Five options under review
County staff presented five possible adjustments to the minimum wage schedule. Commissioners are expected to meet again on Oct. 21 to decide whether to move any of them forward for a first reading on Nov. 20.
Three of the five options propose pausing the current wage schedule:
- Option 1 would pause the 2026 wage at 2025 levels, and launch a new effort to coordinate a regional minimum wage policy with cities in Boulder County beginning in 2027.
- Option 2, proposed by the Niwot Local Improvement District Advisory Committee, would freeze the wage at 2025 levels until it aligns with the lowest minimum wage in the county, effectively halting increases until 2029.
- Option 3, which county staff say “attempts to address concerns expressed by the Niwot business community and the county farming community,” would pause the 2026 increase, then begin raising wages based on the Consumer Price Index (CPI) beginning in 2027, mirroring the state’s approach.
The remaining two options aim to align the county wage with the City of Boulder:
- Option 4 would match the county’s schedule to the city’s.
- Option 5 would match the city’s wage in 2026, then apply CPI-based increases thereafter.
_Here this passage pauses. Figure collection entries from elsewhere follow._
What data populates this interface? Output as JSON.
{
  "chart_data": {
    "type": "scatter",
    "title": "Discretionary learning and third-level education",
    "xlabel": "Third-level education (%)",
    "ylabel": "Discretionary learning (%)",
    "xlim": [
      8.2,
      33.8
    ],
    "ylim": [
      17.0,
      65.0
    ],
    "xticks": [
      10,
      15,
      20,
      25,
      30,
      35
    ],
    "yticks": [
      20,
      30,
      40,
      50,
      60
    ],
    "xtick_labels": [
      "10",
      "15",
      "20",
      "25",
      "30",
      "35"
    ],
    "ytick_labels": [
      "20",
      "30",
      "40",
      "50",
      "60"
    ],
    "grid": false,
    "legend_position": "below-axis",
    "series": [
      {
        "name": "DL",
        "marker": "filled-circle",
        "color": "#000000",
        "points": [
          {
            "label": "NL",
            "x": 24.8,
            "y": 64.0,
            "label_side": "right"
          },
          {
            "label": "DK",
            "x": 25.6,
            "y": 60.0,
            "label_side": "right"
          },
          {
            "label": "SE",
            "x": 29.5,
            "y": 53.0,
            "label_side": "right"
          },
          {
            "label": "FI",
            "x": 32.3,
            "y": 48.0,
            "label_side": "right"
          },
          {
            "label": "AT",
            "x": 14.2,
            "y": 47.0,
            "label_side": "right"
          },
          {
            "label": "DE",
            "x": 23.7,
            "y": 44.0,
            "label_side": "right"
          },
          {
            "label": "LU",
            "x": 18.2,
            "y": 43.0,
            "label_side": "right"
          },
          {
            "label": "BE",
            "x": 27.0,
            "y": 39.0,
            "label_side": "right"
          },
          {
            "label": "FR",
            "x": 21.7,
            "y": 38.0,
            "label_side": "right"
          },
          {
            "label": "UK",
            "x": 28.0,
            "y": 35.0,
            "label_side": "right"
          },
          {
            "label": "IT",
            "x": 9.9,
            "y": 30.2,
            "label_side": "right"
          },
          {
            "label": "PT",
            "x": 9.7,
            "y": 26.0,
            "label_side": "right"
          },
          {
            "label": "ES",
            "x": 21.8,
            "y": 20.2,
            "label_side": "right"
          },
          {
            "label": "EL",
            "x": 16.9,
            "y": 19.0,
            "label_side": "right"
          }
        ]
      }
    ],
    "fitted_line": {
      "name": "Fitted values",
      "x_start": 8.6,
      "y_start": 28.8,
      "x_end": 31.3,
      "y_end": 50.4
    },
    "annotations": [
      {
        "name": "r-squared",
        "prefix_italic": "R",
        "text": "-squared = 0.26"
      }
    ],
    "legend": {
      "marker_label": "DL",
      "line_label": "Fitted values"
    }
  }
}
That would allow the city’s minimum wage to eventually outpace the county’s.
While Boulder County has a total workforce of over 194,000, only about 22,000 work in unincorporated areas and are directly affected by the county’s minimum wage.
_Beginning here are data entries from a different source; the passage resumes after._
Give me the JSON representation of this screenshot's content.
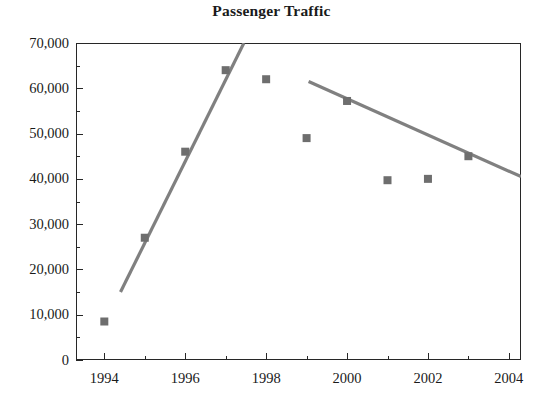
{
  "chart_data": {
    "type": "scatter",
    "title": "Passenger Traffic",
    "xlabel": "",
    "ylabel": "",
    "x": [
      1994,
      1995,
      1996,
      1997,
      1998,
      1999,
      2000,
      2001,
      2002,
      2003
    ],
    "values": [
      8500,
      27000,
      46000,
      64000,
      62000,
      49000,
      57200,
      39700,
      40000,
      45000
    ],
    "series": [
      {
        "name": "Passenger Traffic",
        "marker": "square",
        "color": "#6e6e6e",
        "x": [
          1994,
          1995,
          1996,
          1997,
          1998,
          1999,
          2000,
          2001,
          2002,
          2003
        ],
        "values": [
          8500,
          27000,
          46000,
          64000,
          62000,
          49000,
          57200,
          39700,
          40000,
          45000
        ]
      }
    ],
    "trendlines": [
      {
        "name": "rising-trend",
        "color": "#808080",
        "x0": 1994.4,
        "y0": 15000,
        "x1": 1997.45,
        "y1": 70000
      },
      {
        "name": "falling-trend",
        "color": "#808080",
        "x0": 1999.05,
        "y0": 61500,
        "x1": 2004.3,
        "y1": 40500
      }
    ],
    "xlim": [
      1993.3,
      2004.3
    ],
    "ylim": [
      0,
      70000
    ],
    "grid": false,
    "legend": false,
    "legend_position": "none",
    "y_ticks": [
      0,
      10000,
      20000,
      30000,
      40000,
      50000,
      60000,
      70000
    ],
    "y_tick_labels": [
      "0",
      "10,000",
      "20,000",
      "30,000",
      "40,000",
      "50,000",
      "60,000",
      "70,000"
    ],
    "y_minor_ticks": [
      5000,
      15000,
      25000,
      35000,
      45000,
      55000,
      65000
    ],
    "x_ticks": [
      1994,
      1996,
      1998,
      2000,
      2002,
      2004
    ],
    "x_tick_labels": [
      "1994",
      "1996",
      "1998",
      "2000",
      "2002",
      "2004"
    ],
    "x_minor_ticks": [
      1995,
      1997,
      1999,
      2001,
      2003
    ]
  },
  "colors": {
    "marker": "#6e6e6e",
    "trendline": "#808080",
    "axis": "#272727",
    "text": "#1a1a1a",
    "background": "#ffffff"
  }
}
Market conditions will always prevail….if Boulder County businesses have higher overhead (labor costs) than those in Weld County or Larimer County, then they will fail.
That means empty storefronts, dormant farms and decreasing tax base because of it.
Commissioners, you can’t legislate income equality without dire unintended consequences. Please adopt state guidelines.
There is no possible minimum wage ever that could make it affordable to live like a human being in Boulder and not bankrupt all small businesses. But developers are hoping
A minimum and living wage are two separate concepts which are often conflated.
One is a minimum – intended for people with entry level skills so they can “learn while earning” and eventually bring more value to the business and justify a higher wage far above minimum.
The other is a number which represents the earnings needed to cover the cost of living in a certain area.
These should never be conflated. If businesses were suddenly required to pay a living wage en masse we would quickly see unemployment numbers spike along with higher inflation, which would spike the living wage… And you see where this leads.
Kudos to the county for taking a sensical approach and listening to local businesses and farmers.
Thank you for that very needed clarification. Minimum wage is never meant to be a sustainable income for a family.